Akaji Maro, founder of the Dairakudakan (Great Camel Ship) company, and one of Japan's revered icons of the butoh dance form, is known for often speaking rather obliquely. Speaking during rehearsals last July for the world premier of his company's "Secrets of Mankind" at the American Dance Festival's 75th Anniversary event in Durham, North Carolina, Maro did just that, declaring: "You can't find any butoh inside the butoh world. You should be outside of butoh.
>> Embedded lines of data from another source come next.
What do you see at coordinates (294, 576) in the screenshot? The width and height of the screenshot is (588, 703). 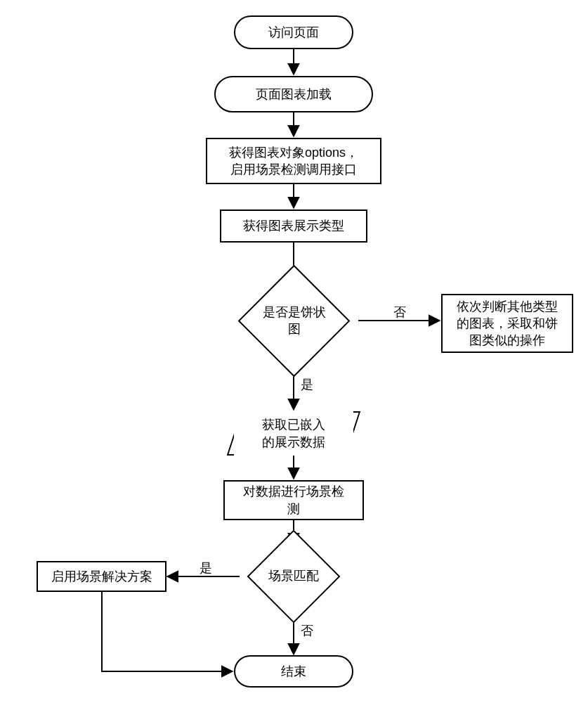 I see `decision-scene-match: 场景匹配` at bounding box center [294, 576].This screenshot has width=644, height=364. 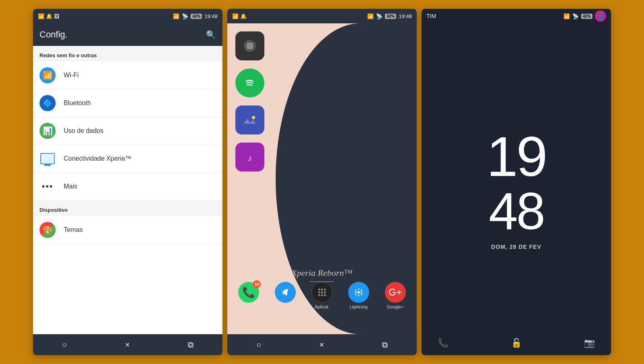 I want to click on status-bar-left-3: TIM, so click(x=433, y=16).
You need to try to look for it inside of yourself, in your own history, whether it's (lousy) things or messy things, it's OK. . . . I am trying to move from butoh, but it's still butoh."
Indeed, 65-year-old Maro and his troupe are actively involved in a wide range of activities across the performing-arts scene, constantly searching out new ways to express themselves beyond their trademark eerie dancing with their near-naked bodies whitened shamanlike with ash.
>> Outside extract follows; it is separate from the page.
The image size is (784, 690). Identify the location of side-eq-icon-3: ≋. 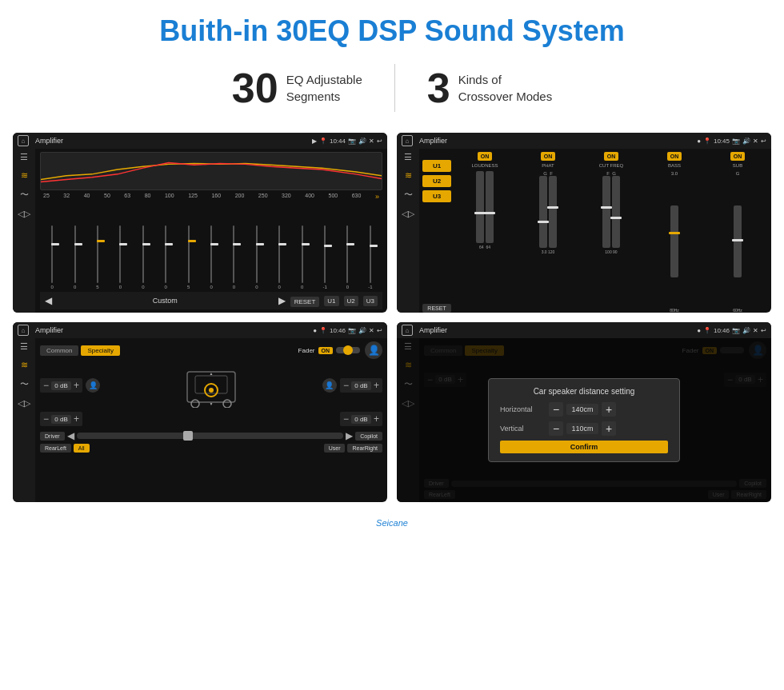
(24, 365).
In 2006, for example, they collaborated with the leading French choreographer Josef Nadj to create an imaginative modern dance performance, "Asobu" ("Play") at the Festival d'Avignon in the South of France, and Maro himself often crosses over to take (silent) parts in contemporary theatrical works.
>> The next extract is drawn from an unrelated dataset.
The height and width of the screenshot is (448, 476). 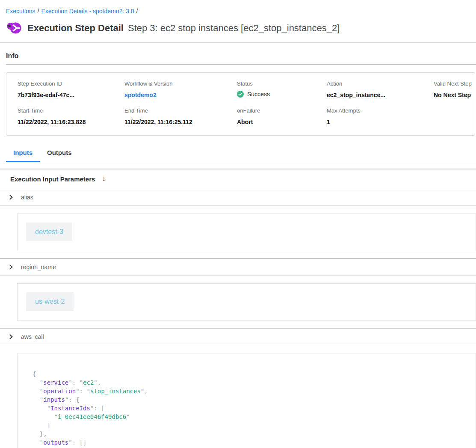 I want to click on region-name-value-panel: us-west-2, so click(x=246, y=302).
As a company, though, Dairakudakan has long sought out possible futures for butoh in three distinct ways (as well as by regularly holding workshops with ordinary people).
The company's small-scale Kochuten productions are created and performed by different core members of the company, while its main productions, called Temputenshiki, are choreographed by Maro and performed by him and all the troupe's male and female members.
"Symphony M," which will be staged at the Setagaya Public Theater in Tokyo this weekend, represents the third main thread of the company's quest — the ongoing Akaji Maro project, which features programs choreographed by the founder, with his solo dance at their core. This time, Maro leads a "corps de butoh" of 14 male dancers.
During the piece, Maro will perform a dance to express his aging and the artistic relationship he has with his proteges.